The 2009 Jay Chiat Awards for Strategic Excellence Winners
Campaign for a New Brand—Silver:
M&C Saatchi, London
"Forward Accountability"
The Stockdale Report criticized planning for only interrogating effectiveness after the event.
Equating "evaluation" with "effectiveness," planners invest disproportionate effort in worthwhile but essentially retrospective effectiveness awards.
We usually assume advertising is a given. We've always advertised. No one's foolish enough to cut it entirely. Bar some squabbling about precisely how much, advertising will happen, leaving us to focus on "landing the message."
But imagine you'd never advertised.
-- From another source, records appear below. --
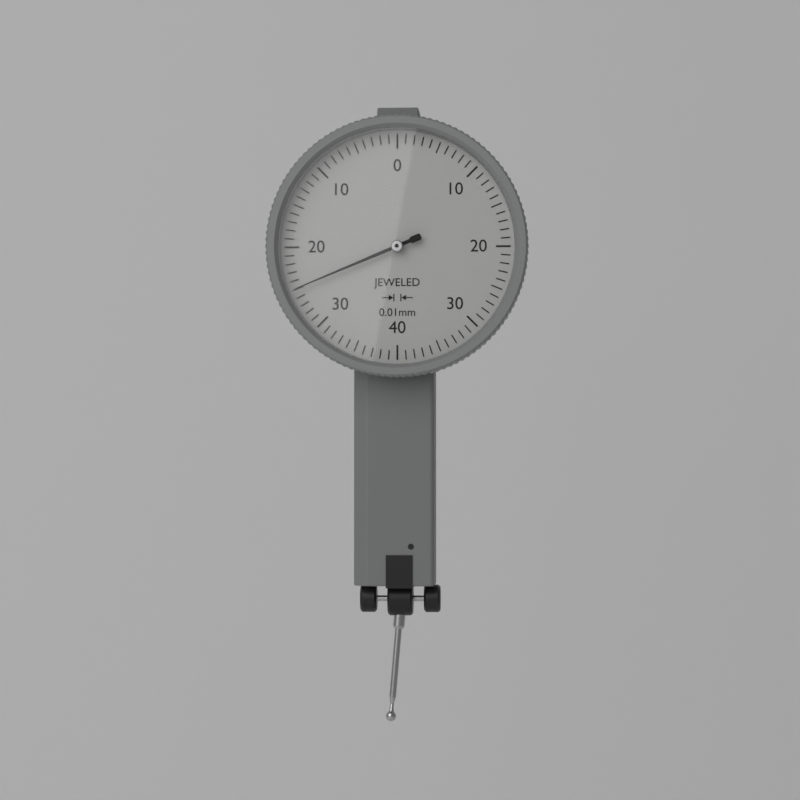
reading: 0.25 mm
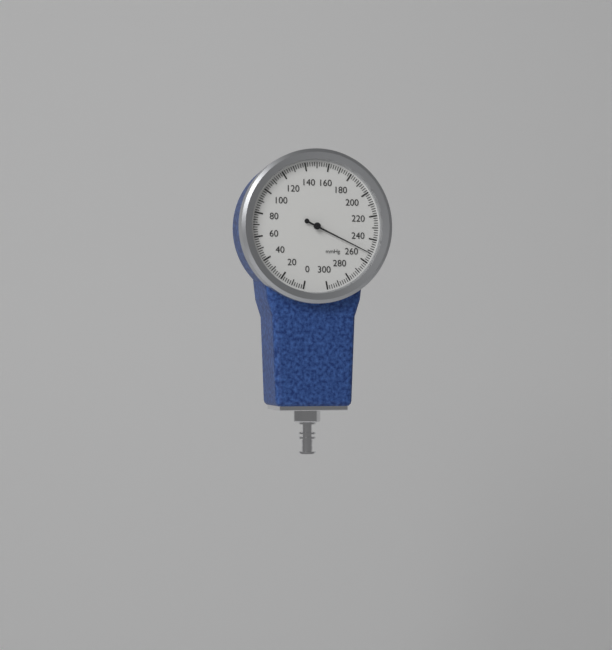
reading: 252 mmHg
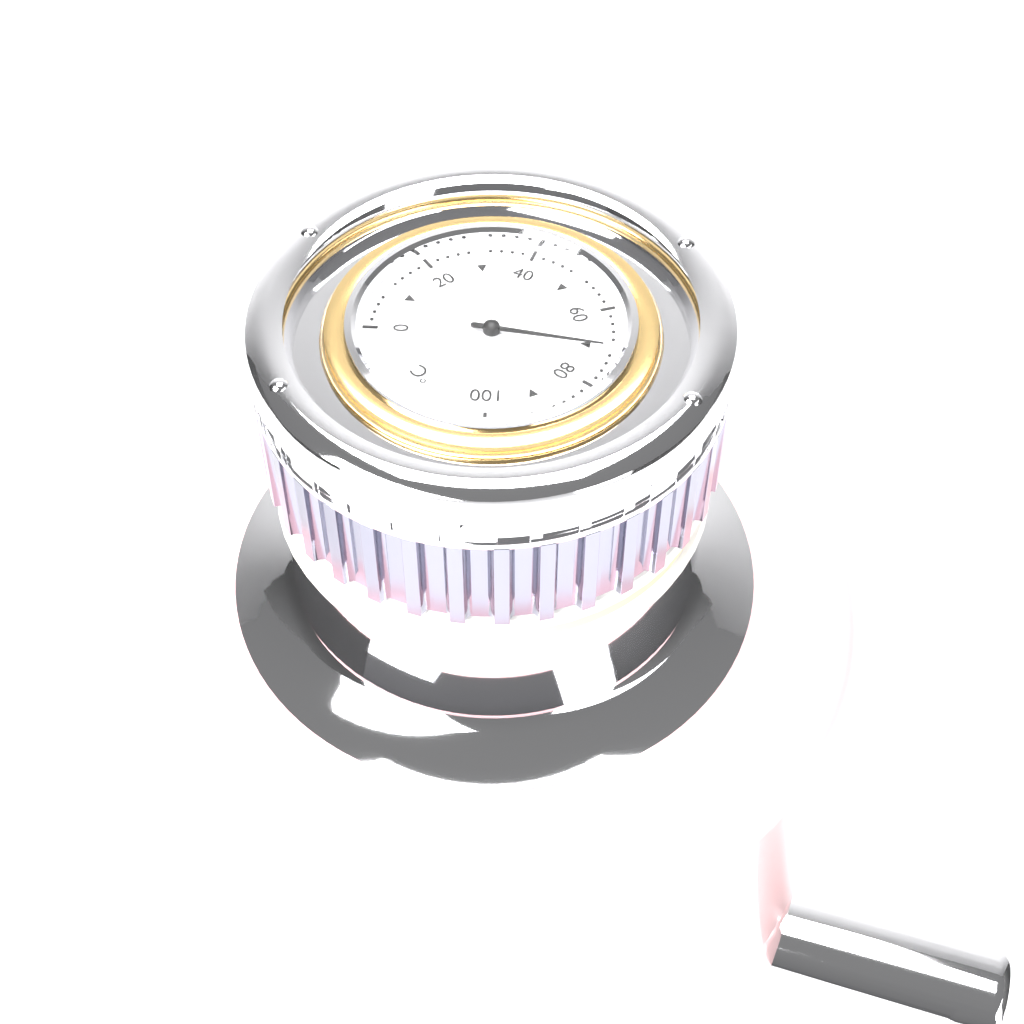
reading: 70 °C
With no line in the P&L and no understanding of how (or if) it works, funding wouldn't just materialize out of thin air. Your board would want to be confident it would see a better return than elsewhere.
That's precisely the situation Ladbrokes faced, when the law changed, allowing it to advertise.
We engaged in Forward Accountability. "Effectiveness" became all about "anticipation," not "evaluation." Starting with payback and moving forward, we hypothesized what effects advertising might reasonably achieve, predicted how to create them, and justified our spend before spending it.
Without Forward Accountability there would have been no advertising, award winning or otherwise.
In fact, by planning ahead, we created commercial value for Ladbrokes by encouraging people to back their opinions.